:: Work instructions ::
From the entries below, return exactly the lines beginning at the one that contains "What do you see at coordinates (594, 27)" and ending at the one that contains "What do you see at coordinates (129, 48)", both of them included, and only those lines.

:: Exercise inputs ::
-- Opening Marker --

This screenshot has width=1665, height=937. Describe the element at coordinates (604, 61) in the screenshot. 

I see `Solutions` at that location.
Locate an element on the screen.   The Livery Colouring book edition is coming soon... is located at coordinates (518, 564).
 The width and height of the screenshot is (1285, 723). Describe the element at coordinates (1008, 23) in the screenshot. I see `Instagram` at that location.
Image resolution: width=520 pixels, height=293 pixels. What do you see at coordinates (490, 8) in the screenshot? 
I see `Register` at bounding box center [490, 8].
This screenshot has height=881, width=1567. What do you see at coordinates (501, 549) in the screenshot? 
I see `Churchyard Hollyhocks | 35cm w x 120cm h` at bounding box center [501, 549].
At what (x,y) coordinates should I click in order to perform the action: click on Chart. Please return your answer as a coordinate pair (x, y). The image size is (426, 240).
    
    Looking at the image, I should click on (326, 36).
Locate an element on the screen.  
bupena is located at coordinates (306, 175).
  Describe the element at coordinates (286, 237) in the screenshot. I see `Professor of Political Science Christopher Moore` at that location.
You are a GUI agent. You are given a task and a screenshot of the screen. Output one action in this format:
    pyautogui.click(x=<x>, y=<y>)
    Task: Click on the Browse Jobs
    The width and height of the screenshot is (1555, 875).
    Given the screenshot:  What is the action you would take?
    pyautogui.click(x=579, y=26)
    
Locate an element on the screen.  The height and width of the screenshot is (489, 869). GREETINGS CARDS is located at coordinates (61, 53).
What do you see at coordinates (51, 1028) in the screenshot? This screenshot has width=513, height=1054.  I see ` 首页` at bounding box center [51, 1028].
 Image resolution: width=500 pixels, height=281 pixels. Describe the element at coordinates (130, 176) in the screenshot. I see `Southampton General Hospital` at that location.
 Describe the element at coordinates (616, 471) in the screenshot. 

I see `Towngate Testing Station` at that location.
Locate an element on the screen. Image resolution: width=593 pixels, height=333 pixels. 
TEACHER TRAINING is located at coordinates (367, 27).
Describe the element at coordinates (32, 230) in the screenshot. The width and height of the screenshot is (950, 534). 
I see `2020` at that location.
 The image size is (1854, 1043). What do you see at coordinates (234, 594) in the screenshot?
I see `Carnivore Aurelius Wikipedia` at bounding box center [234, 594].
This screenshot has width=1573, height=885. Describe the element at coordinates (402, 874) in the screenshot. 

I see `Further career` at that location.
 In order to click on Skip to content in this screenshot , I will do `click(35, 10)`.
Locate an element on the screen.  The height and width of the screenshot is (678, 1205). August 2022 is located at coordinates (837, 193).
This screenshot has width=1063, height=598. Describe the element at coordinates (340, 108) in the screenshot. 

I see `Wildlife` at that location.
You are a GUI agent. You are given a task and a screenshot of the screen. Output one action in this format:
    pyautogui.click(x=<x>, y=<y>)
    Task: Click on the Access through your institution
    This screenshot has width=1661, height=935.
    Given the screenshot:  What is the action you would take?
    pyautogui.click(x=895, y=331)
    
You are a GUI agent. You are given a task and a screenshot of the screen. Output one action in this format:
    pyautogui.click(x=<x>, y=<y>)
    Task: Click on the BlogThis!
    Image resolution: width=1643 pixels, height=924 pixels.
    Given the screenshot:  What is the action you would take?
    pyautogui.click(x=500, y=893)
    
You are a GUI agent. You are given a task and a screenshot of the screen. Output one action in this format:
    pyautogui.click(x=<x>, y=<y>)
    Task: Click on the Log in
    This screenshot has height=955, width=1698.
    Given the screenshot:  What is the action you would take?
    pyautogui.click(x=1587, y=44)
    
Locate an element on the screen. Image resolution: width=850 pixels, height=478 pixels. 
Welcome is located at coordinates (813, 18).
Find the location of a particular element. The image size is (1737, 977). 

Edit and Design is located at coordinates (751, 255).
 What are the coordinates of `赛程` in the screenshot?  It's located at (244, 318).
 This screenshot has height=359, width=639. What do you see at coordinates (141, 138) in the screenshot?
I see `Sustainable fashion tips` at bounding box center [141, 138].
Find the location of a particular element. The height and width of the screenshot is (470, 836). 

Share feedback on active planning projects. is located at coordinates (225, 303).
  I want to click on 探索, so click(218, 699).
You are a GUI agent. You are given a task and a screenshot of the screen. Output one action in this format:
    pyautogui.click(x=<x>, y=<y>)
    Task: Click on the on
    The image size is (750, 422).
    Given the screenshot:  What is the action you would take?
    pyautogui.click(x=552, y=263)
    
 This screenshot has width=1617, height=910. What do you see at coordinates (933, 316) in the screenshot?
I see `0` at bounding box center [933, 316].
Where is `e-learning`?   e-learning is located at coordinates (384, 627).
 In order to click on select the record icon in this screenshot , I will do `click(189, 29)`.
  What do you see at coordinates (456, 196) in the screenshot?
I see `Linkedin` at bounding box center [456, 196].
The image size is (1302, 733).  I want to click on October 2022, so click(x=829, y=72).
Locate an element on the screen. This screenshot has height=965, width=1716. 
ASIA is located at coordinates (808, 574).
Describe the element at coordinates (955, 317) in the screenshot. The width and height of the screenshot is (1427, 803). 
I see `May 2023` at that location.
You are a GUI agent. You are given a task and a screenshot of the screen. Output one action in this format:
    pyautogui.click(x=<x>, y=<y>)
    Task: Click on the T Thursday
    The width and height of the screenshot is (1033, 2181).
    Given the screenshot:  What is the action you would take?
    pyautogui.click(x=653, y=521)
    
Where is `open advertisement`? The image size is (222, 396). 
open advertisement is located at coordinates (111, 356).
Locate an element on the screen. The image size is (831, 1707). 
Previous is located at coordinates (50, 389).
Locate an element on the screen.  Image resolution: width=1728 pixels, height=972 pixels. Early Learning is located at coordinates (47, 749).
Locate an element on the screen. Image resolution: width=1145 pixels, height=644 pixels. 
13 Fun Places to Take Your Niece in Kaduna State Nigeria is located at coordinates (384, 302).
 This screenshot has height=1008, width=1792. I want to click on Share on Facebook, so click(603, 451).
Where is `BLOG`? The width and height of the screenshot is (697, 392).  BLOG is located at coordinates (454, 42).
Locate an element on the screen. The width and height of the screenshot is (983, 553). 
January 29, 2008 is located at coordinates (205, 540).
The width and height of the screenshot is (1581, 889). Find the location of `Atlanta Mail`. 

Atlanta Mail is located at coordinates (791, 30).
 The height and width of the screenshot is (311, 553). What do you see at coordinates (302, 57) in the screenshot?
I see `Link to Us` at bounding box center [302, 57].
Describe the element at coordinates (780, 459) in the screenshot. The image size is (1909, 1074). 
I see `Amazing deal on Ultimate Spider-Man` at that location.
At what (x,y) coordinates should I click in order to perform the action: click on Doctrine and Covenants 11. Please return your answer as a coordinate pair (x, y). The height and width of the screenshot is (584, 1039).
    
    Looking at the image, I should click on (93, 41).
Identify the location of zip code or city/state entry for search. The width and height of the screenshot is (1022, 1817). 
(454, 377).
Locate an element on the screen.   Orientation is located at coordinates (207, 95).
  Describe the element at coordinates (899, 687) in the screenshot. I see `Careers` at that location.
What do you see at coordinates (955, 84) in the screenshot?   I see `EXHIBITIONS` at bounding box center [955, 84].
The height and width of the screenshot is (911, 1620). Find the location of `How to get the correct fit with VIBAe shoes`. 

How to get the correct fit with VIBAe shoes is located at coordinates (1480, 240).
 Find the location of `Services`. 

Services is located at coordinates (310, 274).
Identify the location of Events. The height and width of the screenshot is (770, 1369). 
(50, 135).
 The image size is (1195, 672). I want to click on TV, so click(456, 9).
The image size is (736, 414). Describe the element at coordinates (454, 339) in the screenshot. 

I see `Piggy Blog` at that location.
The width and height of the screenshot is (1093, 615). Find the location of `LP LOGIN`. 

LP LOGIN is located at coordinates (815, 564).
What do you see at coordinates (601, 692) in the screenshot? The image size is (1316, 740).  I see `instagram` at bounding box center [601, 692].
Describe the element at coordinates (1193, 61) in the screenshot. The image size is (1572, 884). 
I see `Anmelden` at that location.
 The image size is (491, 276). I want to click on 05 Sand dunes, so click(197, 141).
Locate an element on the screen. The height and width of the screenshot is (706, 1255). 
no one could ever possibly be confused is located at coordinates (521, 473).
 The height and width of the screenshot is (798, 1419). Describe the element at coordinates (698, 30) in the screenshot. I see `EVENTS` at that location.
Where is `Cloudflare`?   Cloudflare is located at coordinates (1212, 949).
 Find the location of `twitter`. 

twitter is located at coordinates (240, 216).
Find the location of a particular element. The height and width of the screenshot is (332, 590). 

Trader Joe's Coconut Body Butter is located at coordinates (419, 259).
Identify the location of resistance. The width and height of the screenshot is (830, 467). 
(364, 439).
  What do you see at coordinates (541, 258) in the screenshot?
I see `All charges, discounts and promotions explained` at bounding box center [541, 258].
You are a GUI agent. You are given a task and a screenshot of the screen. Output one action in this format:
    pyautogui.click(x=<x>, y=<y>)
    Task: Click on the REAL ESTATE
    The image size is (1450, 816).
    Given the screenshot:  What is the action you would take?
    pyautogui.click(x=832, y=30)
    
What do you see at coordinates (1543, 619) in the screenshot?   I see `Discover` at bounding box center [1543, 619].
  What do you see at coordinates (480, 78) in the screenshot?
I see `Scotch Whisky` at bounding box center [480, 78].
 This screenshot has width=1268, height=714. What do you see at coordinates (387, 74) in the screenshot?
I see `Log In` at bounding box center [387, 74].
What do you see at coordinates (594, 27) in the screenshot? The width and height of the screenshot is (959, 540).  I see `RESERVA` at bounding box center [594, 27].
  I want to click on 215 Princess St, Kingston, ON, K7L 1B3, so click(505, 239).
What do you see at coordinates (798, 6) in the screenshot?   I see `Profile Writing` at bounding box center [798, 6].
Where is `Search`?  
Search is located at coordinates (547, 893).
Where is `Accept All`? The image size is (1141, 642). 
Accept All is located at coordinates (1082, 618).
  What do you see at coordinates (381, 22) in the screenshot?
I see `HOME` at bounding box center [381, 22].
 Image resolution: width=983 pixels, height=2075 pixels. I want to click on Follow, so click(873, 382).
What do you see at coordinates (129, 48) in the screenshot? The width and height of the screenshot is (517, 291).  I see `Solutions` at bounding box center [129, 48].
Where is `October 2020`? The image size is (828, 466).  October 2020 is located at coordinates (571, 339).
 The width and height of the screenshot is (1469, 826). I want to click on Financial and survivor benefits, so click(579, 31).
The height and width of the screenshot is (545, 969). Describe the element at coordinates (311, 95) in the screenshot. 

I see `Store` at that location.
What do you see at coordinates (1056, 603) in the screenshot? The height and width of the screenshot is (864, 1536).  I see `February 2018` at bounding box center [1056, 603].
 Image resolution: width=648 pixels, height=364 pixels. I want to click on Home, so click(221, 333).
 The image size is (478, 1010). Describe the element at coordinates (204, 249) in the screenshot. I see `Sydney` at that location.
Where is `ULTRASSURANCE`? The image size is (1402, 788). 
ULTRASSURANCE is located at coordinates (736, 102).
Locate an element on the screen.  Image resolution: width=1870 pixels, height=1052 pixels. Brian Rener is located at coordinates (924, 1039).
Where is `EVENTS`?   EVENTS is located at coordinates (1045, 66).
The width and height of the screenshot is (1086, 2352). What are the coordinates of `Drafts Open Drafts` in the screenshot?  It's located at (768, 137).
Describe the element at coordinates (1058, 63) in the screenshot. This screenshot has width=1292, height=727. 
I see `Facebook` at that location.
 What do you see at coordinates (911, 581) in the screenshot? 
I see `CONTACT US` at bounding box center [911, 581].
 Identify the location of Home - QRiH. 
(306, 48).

-- Closing Marker --

:: Output for this exercise ::
What do you see at coordinates (594, 27) in the screenshot? The width and height of the screenshot is (959, 540).  I see `RESERVA` at bounding box center [594, 27].
  I want to click on 215 Princess St, Kingston, ON, K7L 1B3, so click(505, 239).
What do you see at coordinates (798, 6) in the screenshot?   I see `Profile Writing` at bounding box center [798, 6].
Where is `Search`?  
Search is located at coordinates (547, 893).
Where is `Accept All`? The image size is (1141, 642). 
Accept All is located at coordinates (1082, 618).
  What do you see at coordinates (381, 22) in the screenshot?
I see `HOME` at bounding box center [381, 22].
 Image resolution: width=983 pixels, height=2075 pixels. I want to click on Follow, so click(873, 382).
What do you see at coordinates (129, 48) in the screenshot? The width and height of the screenshot is (517, 291).  I see `Solutions` at bounding box center [129, 48].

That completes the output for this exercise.